During the November 18 incident, Cloudflare’s systems returned HTTP 5xx server errors and experienced significant latency increases as debugging and observability systems consumed excessive CPU resources. The company stopped automatic deployment of new Bot Management configuration files at 14:07 UTC, tested and deployed a corrected configuration file, and reported main impact resolved by 14:30 UTC, with all services fully recovered by 17:06 UTC. The November outage lasted approximately six hours from initial detection to full resolution, significantly longer than the 26-minute December 5 incident.
Calls for Infrastructure Diversification and Resilience
The repeated Cloudflare disruptions have reignited debates within the technology industry about infrastructure concentration risks and the need for greater resilience in critical internet services. Security experts and business continuity planners argue that organizations should implement multi-CDN strategies, distributing traffic across multiple providers like Cloudflare, Fastly, and Akamai to prevent single points of failure. However, such approaches add complexity and cost, making them impractical for smaller businesses and startups that rely on affordable, easy-to-implement solutions like Cloudflare.
For financial services platforms like Zerodha, Groww, and Angel One, the December 5 incident underscored the need for robust backup systems and alternative access channels when primary platforms fail. Zerodha’s recommendation to use WhatsApp for emergency trade execution represents one approach, though it introduces manual processes and potential delays that may not suffice during fast-moving market conditions. Banking regulators and financial technology oversight bodies may need to establish requirements for redundancy and failover capabilities to ensure retail investors maintain access to markets even during infrastructure outages.
Cloudflare’s Critical Role in Internet Infrastructure
Cloudflare provides content delivery, security, and performance optimization services for millions of websites worldwide, processing approximately 20% of all global web traffic through its distributed network of servers. The company’s services include DDoS attack protection, Web Application Firewall security, content caching and acceleration, DNS management, and application programming interface (API) gateways that enable modern web applications to function. This deep integration into core internet infrastructure means that when Cloudflare experiences problems, the impact cascades across thousands of businesses and hundreds of millions of end users simultaneously.

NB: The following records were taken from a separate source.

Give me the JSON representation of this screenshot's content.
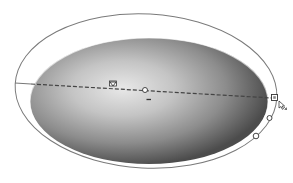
{
  "canvas": {
    "width": 293,
    "height": 183,
    "background": "#ffffff"
  },
  "gradient_object": {
    "shape": "ellipse",
    "type": "radial",
    "center": [
      146,
      100
    ],
    "rx": 119,
    "ry": 63,
    "highlight_center": [
      118,
      88
    ],
    "stops": [
      {
        "offset": 0,
        "color": "#e6e6e6"
      },
      {
        "offset": 0.55,
        "color": "#9a9a9a"
      },
      {
        "offset": 1,
        "color": "#4a4a4a"
      }
    ]
  },
  "gradient_annotator": {
    "outer_ring": {
      "center": [
        146,
        91
      ],
      "rx": 131,
      "ry": 77,
      "rotation": 3,
      "stroke": "#7a7a7a"
    },
    "gradient_bar": {
      "start": [
        15,
        83
      ],
      "end": [
        275,
        98
      ],
      "style": "dashed",
      "stroke": "#555555"
    },
    "origin_handle": {
      "position": [
        145,
        90
      ],
      "shape": "circle"
    },
    "color_stop_marker": {
      "position": [
        113,
        85
      ],
      "shape": "triangle"
    },
    "end_handle": {
      "position": [
        275,
        98
      ],
      "shape": "square"
    },
    "aspect_handle": {
      "position": [
        269,
        118
      ],
      "shape": "circle"
    },
    "rotate_handle": {
      "position": [
        256,
        136
      ],
      "shape": "circle"
    },
    "midpoint_tick": {
      "position": [
        149,
        99
      ]
    },
    "cursor": {
      "position": [
        281,
        102
      ],
      "type": "resize-arrow-cursor"
    }
  }
}
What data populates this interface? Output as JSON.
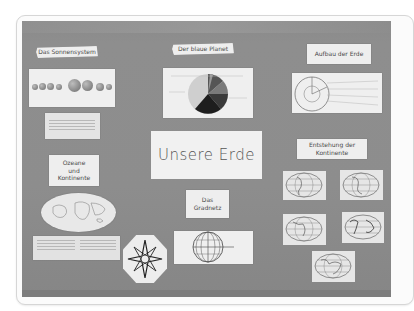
{
  "scene": {
    "description": "Photograph of a school bulletin board on grey felt, shown inside a rounded white frame",
    "background": "#ffffff",
    "board_color": "#8c8c8c",
    "paper_color": "#efefef"
  },
  "board": {
    "main_title": "Unsere Erde",
    "sections": [
      {
        "id": "sonnensystem",
        "heading": "Das Sonnensystem",
        "content": "planet row illustration",
        "note_card": "handwritten notes"
      },
      {
        "id": "blauer_planet",
        "heading": "Der blaue Planet",
        "content": "pie chart"
      },
      {
        "id": "aufbau",
        "heading": "Aufbau der Erde",
        "content": "cross-section diagram of Earth with labels"
      },
      {
        "id": "ozeane",
        "heading_lines": [
          "Ozeane",
          "und",
          "Kontinente"
        ],
        "content": "world map"
      },
      {
        "id": "gradnetz",
        "heading_lines": [
          "Das",
          "Gradnetz"
        ],
        "content": "globe grid diagram"
      },
      {
        "id": "entstehung",
        "heading_lines": [
          "Entstehung der",
          "Kontinente"
        ],
        "content": "five globe maps"
      }
    ],
    "compass": {
      "labels": [
        "N",
        "NO",
        "O",
        "SO",
        "S",
        "SW",
        "W",
        "NW"
      ]
    }
  }
}
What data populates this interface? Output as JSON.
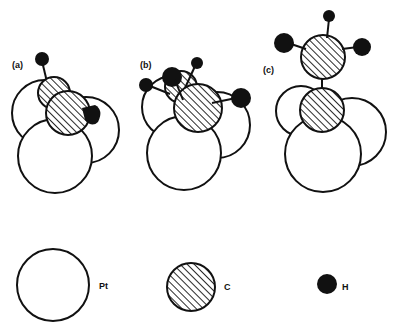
{
  "figure": {
    "panels": [
      {
        "label": "(a)",
        "description": "CH3 adsorbed in hollow site, tilted"
      },
      {
        "label": "(b)",
        "description": "CH3 adsorbed in hollow site, three H atoms"
      },
      {
        "label": "(c)",
        "description": "CCH3 (ethylidyne) on three-fold hollow site"
      }
    ],
    "legend": [
      {
        "symbol": "open-circle",
        "label": "Pt"
      },
      {
        "symbol": "hatched-circle",
        "label": "C"
      },
      {
        "symbol": "filled-circle",
        "label": "H"
      }
    ],
    "colors": {
      "stroke": "#111111",
      "fill_H": "#111111",
      "fill_Pt": "#ffffff"
    }
  }
}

While Cloudflare has apologized for both recent incidents and committed to improving its change management and quality assurance processes, the December 5 outage demonstrates that even mature, well-resourced technology companies can experience operational failures when making configuration changes to complex distributed systems. As businesses and consumers become increasingly dependent on cloud infrastructure and centralized service providers, building resilience through diversification, redundancy, and robust backup systems becomes not just a technical concern but a critical business continuity requirement.